The Biggest Problem With Lab-Grown Chicken Is Growing the Chicken

Venture-backed startups such as Upside Foods have promised cultivated chicken as the solution to the meat problem. If only the solution made sense.

December 14, 2023 | Source: Bloomberg | by Deena Shanker and Priya Anand

Ten years ago at a press event in London, a Dutch scientist, a Chicago-based food writer and an Austrian researcher shared a single $330,000 beef patty. The burger was the world’s most serious attempt at lab-grown meat, made by taking cells from a cow and cultivating them in the lab. (There had previously been a goldfish-filets-for-astronauts experiment and frog steaks as “bioart.”) It had taken six weeks for Mark Post, the Dutch scientist and professor, to grow 20,000 muscle fibers in trays and vials. Once complete, these tiny ropes of muscle tissue were removed by hand and pressed into a single hamburger.

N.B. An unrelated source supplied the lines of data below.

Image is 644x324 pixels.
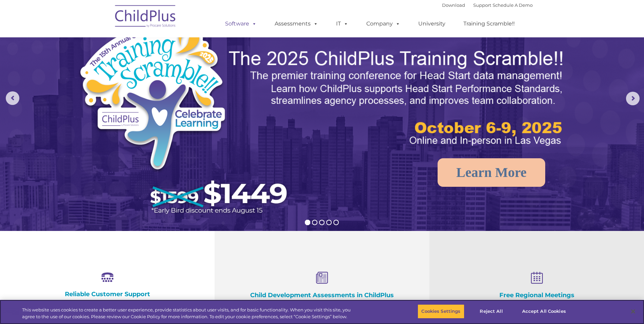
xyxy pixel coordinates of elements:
[626,304,641,319] button: Close
[473,2,491,8] a: Support
[463,291,610,299] h4: Free Regional Meetings
[94,45,115,50] span: Last name
[493,2,533,8] a: Schedule A Demo
[268,17,325,31] a: Assessments
[418,305,464,319] button: Cookies Settings
[442,2,465,8] a: Download
[219,17,263,31] a: Software
[411,17,452,31] a: University
[438,158,545,187] a: Learn More
[470,305,513,319] button: Reject All
[360,17,407,31] a: Company
[94,73,123,78] span: Phone number
[34,290,181,298] h4: Reliable Customer Support
[457,17,521,31] a: Training Scramble!!
[330,17,355,31] a: IT
[518,305,570,319] button: Accept All Cookies
[442,2,533,8] font: |
[249,291,395,299] h4: Child Development Assessments in ChildPlus
[111,0,180,34] img: ChildPlus by Procare Solutions
[22,307,354,320] div: This website uses cookies to create a better user experience, provide statistics about user visit...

Onstage, Post unveiled the disk of pink flesh. A well-known chef seared the 5-ounce patty as an audience of journalists watched. The aroma was “subtle but unmistakably meaty,” according to the Washington Post. The taste “wasn’t unpleasant,” Josh Schonwald, author of The Taste of Tomorrow: Dispatches from the Future of Food, later told NBC News, noting in another interview that the mouthfeel was beeflike. “It did have that kind of density that was familiar.”